Headlining the selection of Property from the Collection of Oliver Stone is Zhang Xiaogang’s Bloodline: Big Family No. 2 (estimate on request). Painted in 1995, this work is part of the famed Big Family series the artist began in 1993. A strong and representative example of the series, this momentous work stands as one of the top highlights on the market this fall season and as such, it will be presented in the Evening Sale of Asian Contemporary Art on November 30. The “big family” concept expresses Zhang’s sense of what typifies the Chinese person or family, and through the uniformity of these family portraits Zhang re-examines the symbolic meanings of portraits and the situations they represent. The present lot is an exceedingly important early example from the series that promoted him to the international arena and elevated him to a household name among collectors. Never before offered at auction, this work was included in the exhibition catalog for the historic “Inside Out: New Chinese Art” exhibition curated by Gao Minglu and organized by the Asia Society and the San Francisco Museum of Modern Art, the first ever major exhibition organized in North America to present the dynamic art from artists in mainland China, Taiwan, Hong Kong. Zhang Xiaogang has since flourished as a spiritual and cultural leader of the Chinese avant-garde movement that came to reflect a national upheaval. His paintings offer a unique and very special vision of modern China and have been immeasurably important in their compassionate revelations of the conscience, desire, and pain of a previously enshrouded nation, and this work is among the most significant from the artist on the market in recent seasons.
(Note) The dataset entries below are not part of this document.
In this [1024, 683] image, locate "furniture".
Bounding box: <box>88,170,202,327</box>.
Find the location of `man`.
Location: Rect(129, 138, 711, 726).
Also offered in the Evening Sale of Asian Contemporary Art on November 30 are two works from Liu Wei, the enfant terrible of China’s Cynical Realist movement who was deliberately provocative and a notorious non-conformist. For Liu, the
exquisiteness of “beauty” cannot exist without the crude and grotesque, and it is in his on-going investigation into these oppositional urges that Liu explores and reveals the crass, poignant and hilarious nature of existence itself. Works by the Cynical Realists often contain figures in scenes of apparently carefree abandonment, but their pleasure is always undermined by a gnawing feeling of dissolute boredom. Swimmers 1994 (estimate: HK$4,600,000-5,400,000 / US$592,000 – 694,000) was intended to shock, as Liu pursued what he referred to as the “new blasphemy.” This work was exhibited at the 1994 Sao Paulo International Biennale. It was here that Liu made his first splash outside of China and quickly became a darling of the international art world. Revolutionary Family (estimate: HK$3,200,000-4,000,000 / US$412,000-515,000) is another important example of the artist’s early work that help launch his international career. Driven by the loss of idealism and psychological malaise experienced by his generation, here Lui provides the deliberately non-conformist view of a “revolutionary family”.
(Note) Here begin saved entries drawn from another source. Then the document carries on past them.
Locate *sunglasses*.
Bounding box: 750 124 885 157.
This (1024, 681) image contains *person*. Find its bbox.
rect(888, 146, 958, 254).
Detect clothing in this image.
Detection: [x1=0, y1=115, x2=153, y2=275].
The Asian Contemporary Art Day Sale on December 1 will include two works from the Collection of Oliver Stone. From Gu Wenda comes Pseudo Script Series (estimate: HK$500,000 -700,000 / US$64,000 – 90,000). Gu is trained in the
traditional Chinese arts of landscape painting, calligraphy and seal scripts, and since the 1980s has been creating “pseudo-characters” and “pseudo-seals” drawn from Chinese traditional aesthetics. Pseudo Script Series displays the artist’s highly distinctive style, incorporating landscape and hulk-sized calligraphy, steeped in traditional calligraphy traditions but confounding viewers by representing meaningless scripts of the artist’s own invention. From Tang Zhigang comes Children in Meeting Series (estimate: HK$1,600,000-2,400,000 /
US$206,000-309,000). Tang Zhigang was exposed to an environment of political bureaucracy from a very tender age: his father was an officer in the Red Army and his childhood was spent at the Kunyang Labor farm where his mother was a prison warden. These unique experiences profoundly developed and influenced his artistic expression. His Children’s Meeting series are full of humour and innuendo. With children as the subject matter and the added element of humour, the artist is permitted to broach certain topics that would otherwise be considered taboo. The innocence of the joke is in children playing up to be serious, but yet the darker aspect of the satire is in the fact that evidently serious affairs are being handled like child’s play.